Harvey & Paul Deitel

Reviewed by J L Tooze MISTC [1997]

The first attempt to gut, before digestion, this 1006 page catch, seized on the index listing "Morse code". In an ttempt to start from Boy Scout normality in what the preface tells us is a university textbook. "In use since 1832", we read. Well maybe, many programmers are intuitive, self-starting learners. And well-motivated persons, intent on coming to grips with JAVA, would be able to make good progress simply by working through the 18 chapters themselves. In other words, with this tome you might not need a lecturer. A few friends perhaps, but lectures you will not need.

One therapy resorted to by travellers, in order to cling to some sort of norm or reality, is writing. D H Lawrence produced certain of his later novels in this manner. Apparently "JAVA - How to Program" (it) was written in seven months or so, by this pair of authors, but it is not clear whether they are blood relatives.
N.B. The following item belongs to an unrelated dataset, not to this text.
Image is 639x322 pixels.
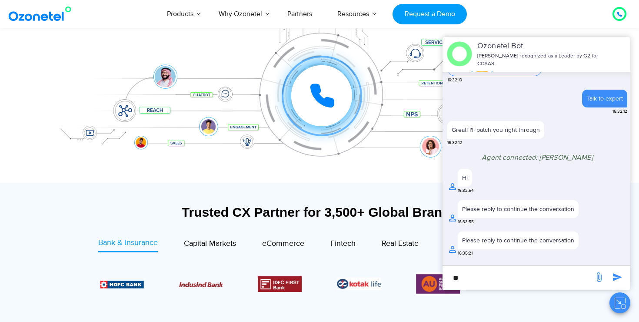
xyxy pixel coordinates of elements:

The tome is a by-product of delivering, as trainers to industry, 25 courses on the C++ and JAVA languages, while living no doubt out of the boot of a car in the North American version of a royal progress.

The whole purpose of this text is to allow and enable the production of computer programmes written in JAVA, this leading edge language for the internet that can "walk the web" to quote J C R Licklider. (A good allusion to the spider's web that the Internet amounts to.) Quips such as these head every chapter, assisting the motivation, no doubt, of bright-eyed students and programmers when indulging themselves with introspective asides from the keyboard.
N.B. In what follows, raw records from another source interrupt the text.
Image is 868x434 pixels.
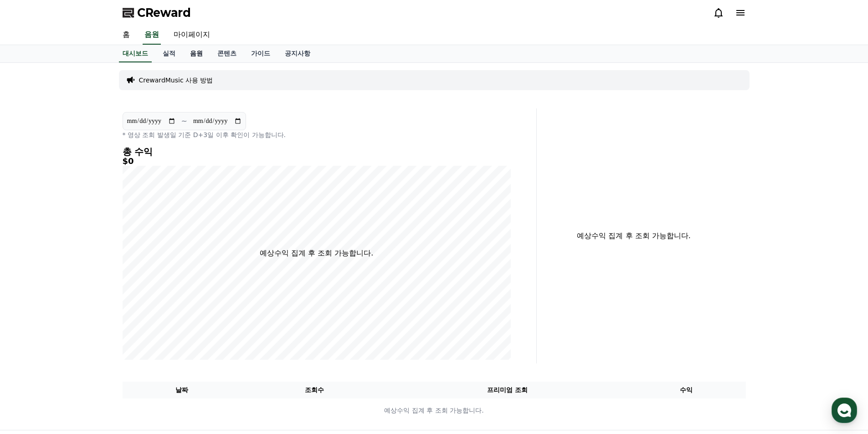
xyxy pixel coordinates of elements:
[278,45,318,62] a: 공지사항
[123,381,242,398] th: 날짜
[181,116,187,127] p: ~
[260,248,373,259] p: 예상수익 집계 후 조회 가능합니다.
[118,288,175,311] a: 설정
[141,302,152,310] span: 설정
[627,381,746,398] th: 수익
[83,303,95,310] span: 대화
[155,45,183,62] a: 실적
[3,288,60,311] a: 홈
[183,45,210,62] a: 음원
[544,231,724,242] p: 예상수익 집계 후 조회 가능합니다.
[29,302,34,310] span: 홈
[241,381,388,398] th: 조회수
[137,5,191,20] span: CReward
[115,26,137,44] a: 홈
[166,26,217,44] a: 마이페이지
[142,26,161,44] a: 음원
[388,381,627,398] th: 프리미엄 조회
[123,406,745,415] p: 예상수익 집계 후 조회 가능합니다.
[244,45,278,62] a: 가이드
[123,5,191,20] a: CReward
[123,130,511,140] p: * 영상 조회 발생일 기준 D+3일 이후 확인이 가능합니다.
[60,288,118,311] a: 대화
[210,45,244,62] a: 콘텐츠
[123,146,511,157] h4: 총 수익
[119,45,152,62] a: 대시보드
[123,157,511,166] h5: $0
[139,76,213,84] a: CrewardMusic 사용 방법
Java was originated, the authors tell us, by Sun Microsystems as a public domain, and laudably so, FREE computing language, i.e. no licence fee has to be paid to use the language when incorporated into programmes. Such was the case with UNIX, developed by AT&T, and certainly is the case with the English language itself. Not so with other major products of the computer software industry.

The writers' experience with machine code programming (FACE, FEED, and onto FFFF), is in the unit base 16-hexadecimal notation - which his instructor recommended he practise by converting car registration numbers into and back from (rather than decimal 10) while musing in his car. Such mental agility is necessary and means that the work in learning computer programming is considerable, and hardly intuitive, more a question of steeping oneself in the form, much as is necessary when you learn Morse code.
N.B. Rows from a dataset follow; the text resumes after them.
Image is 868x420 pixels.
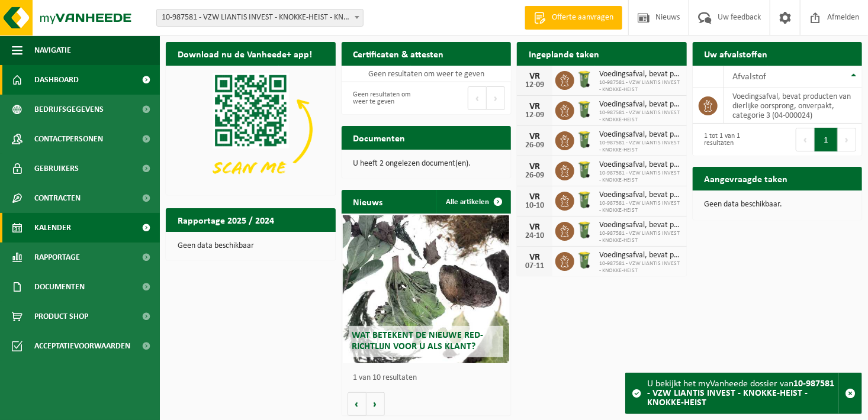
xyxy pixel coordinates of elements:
[599,251,681,261] span: Voedingsafval, bevat producten van dierlijke oorsprong, onverpakt, categorie 3
[599,191,681,200] span: Voedingsafval, bevat producten van dierlijke oorsprong, onverpakt, categorie 3
[599,170,681,184] span: 10-987581 - VZW LIANTIS INVEST - KNOKKE-HEIST
[523,253,546,262] div: VR
[647,379,834,407] strong: 10-987581 - VZW LIANTIS INVEST - KNOKKE-HEIST - KNOKKE-HEIST
[523,162,546,172] div: VR
[815,128,837,151] button: 1
[34,213,71,243] span: Kalender
[354,374,506,382] p: 1 van 10 resultaten
[366,392,385,416] button: Volgende
[599,220,681,230] span: Voedingsafval, bevat producten van dierlijke oorsprong, onverpakt, categorie 3
[599,200,681,214] span: 10-987581 - VZW LIANTIS INVEST - KNOKKE-HEIST
[523,141,546,150] div: 26-09
[34,154,79,184] span: Gebruikers
[699,126,771,152] div: 1 tot 1 van 1 resultaten
[354,159,500,168] p: U heeft 2 ongelezen document(en).
[574,190,595,210] img: WB-0140-HPE-GN-50
[523,262,546,270] div: 07-11
[166,42,324,65] h2: Download nu de Vanheede+ app!
[247,231,334,255] a: Bekijk rapportage
[599,109,681,124] span: 10-987581 - VZW LIANTIS INVEST - KNOKKE-HEIST
[166,208,286,231] h2: Rapportage 2025 / 2024
[523,81,546,90] div: 12-09
[647,373,838,414] div: U bekijkt het myVanheede dossier van
[347,392,366,416] button: Vorige
[599,130,681,140] span: Voedingsafval, bevat producten van dierlijke oorsprong, onverpakt, categorie 3
[599,70,681,79] span: Voedingsafval, bevat producten van dierlijke oorsprong, onverpakt, categorie 3
[523,232,546,240] div: 24-10
[549,12,616,24] span: Offerte aanvragen
[157,10,363,26] span: 10-987581 - VZW LIANTIS INVEST - KNOKKE-HEIST - KNOKKE-HEIST
[599,160,681,170] span: Voedingsafval, bevat producten van dierlijke oorsprong, onverpakt, categorie 3
[166,65,336,193] img: Download de VHEPlus App
[523,132,546,141] div: VR
[692,42,780,65] h2: Uw afvalstoffen
[574,69,595,90] img: WB-0140-HPE-GN-50
[523,172,546,180] div: 26-09
[837,128,856,151] button: Next
[34,36,71,65] span: Navigatie
[352,330,483,351] span: Wat betekent de nieuwe RED-richtlijn voor u als klant?
[341,42,456,65] h2: Certificaten & attesten
[692,167,800,190] h2: Aangevraagde taken
[343,215,509,363] a: Wat betekent de nieuwe RED-richtlijn voor u als klant?
[34,65,79,95] span: Dashboard
[523,193,546,201] div: VR
[34,243,80,272] span: Rapportage
[341,190,395,213] h2: Nieuws
[156,9,364,27] span: 10-987581 - VZW LIANTIS INVEST - KNOKKE-HEIST - KNOKKE-HEIST
[34,95,104,124] span: Bedrijfsgegevens
[574,130,595,150] img: WB-0140-HPE-GN-50
[436,190,510,213] a: Alle artikelen
[733,72,767,81] span: Afvalstof
[796,128,815,151] button: Previous
[705,201,851,209] p: Geen data beschikbaar.
[599,79,681,93] span: 10-987581 - VZW LIANTIS INVEST - KNOKKE-HEIST
[574,99,595,119] img: WB-0140-HPE-GN-50
[341,126,417,149] h2: Documenten
[34,184,81,213] span: Contracten
[486,86,505,110] button: Next
[574,220,595,240] img: WB-0140-HPE-GN-50
[34,331,130,361] span: Acceptatievoorwaarden
[34,124,103,154] span: Contactpersonen
[599,140,681,154] span: 10-987581 - VZW LIANTIS INVEST - KNOKKE-HEIST
[177,242,324,250] p: Geen data beschikbaar
[574,250,595,270] img: WB-0140-HPE-GN-50
[574,159,595,180] img: WB-0140-HPE-GN-50
[467,86,486,110] button: Previous
[599,261,681,274] span: 10-987581 - VZW LIANTIS INVEST - KNOKKE-HEIST
[523,102,546,111] div: VR
[599,100,681,109] span: Voedingsafval, bevat producten van dierlijke oorsprong, onverpakt, categorie 3
[523,222,546,232] div: VR
[341,65,511,82] td: Geen resultaten om weer te geven
[34,302,88,331] span: Product Shop
[523,111,546,119] div: 12-09
[523,72,546,81] div: VR
[347,85,420,111] div: Geen resultaten om weer te geven
[517,42,611,65] h2: Ingeplande taken
[523,201,546,210] div: 10-10
[34,272,85,302] span: Documenten
[525,6,622,30] a: Offerte aanvragen
[724,88,862,124] td: voedingsafval, bevat producten van dierlijke oorsprong, onverpakt, categorie 3 (04-000024)
[599,230,681,244] span: 10-987581 - VZW LIANTIS INVEST - KNOKKE-HEIST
An example might be a key programming element applet "application letter" perhaps, which gives a clue as to how the language can be readily absorbed by enthusiasts. The joy of Java, apart from its graphics facilities, is its ability to load and play to recipients/viewers/browsers, audio messages "clips", as an announcer in railway stations and airport. Pre-prepared messages which play in a loop and stop - I hear, I forget - I read, I remember - I write, I understand, as if it were a telephone answering machine. Very useful additions to one's computing repertoire. No doubt with bells on as well.

The main interest to an improver could be Chapter 15, creating, writing and updating files in a Java hierarchy. We all remember grappling, some of us still have to, with our first computer and the run-on to hard disc management"Housekeeping". We learn that Java imposes no structure on a file. There is no such thing as a "record", however 153 lines of program must amount to something...

The significance of this is that Java produces rugged program structures that do not allow detailed changes to elements of a sequential file of data. Mr "White" as a persons name cannot readily be over written to say, perhaps Mr "Worthington". It would require all the records to be reprocessed to amend this one record. The code is relatively "hacker" proof, some say completely so. Students and programmers are given an insight into such in "JAVA - How to Program" with multiple examples of good practice, and programming work errors encountered in practice in actual programming by the authors. Multiple examples of syntax and screen dumps in the text reinforce and build the Java programmer's learning curve. With this knowledge you can produce your own header pages, hypertext, and firewalls. No need to pay a lot to agencies for your bespoke place on the World Wide Web.

Could you put the book down? Yes, but only on a shelf within reach of your keyboard. We all know how it is with worthwhile reference books, you like to be able to put your hand on them. This one is well worth having, in your own library, to save you from tearing your hair out!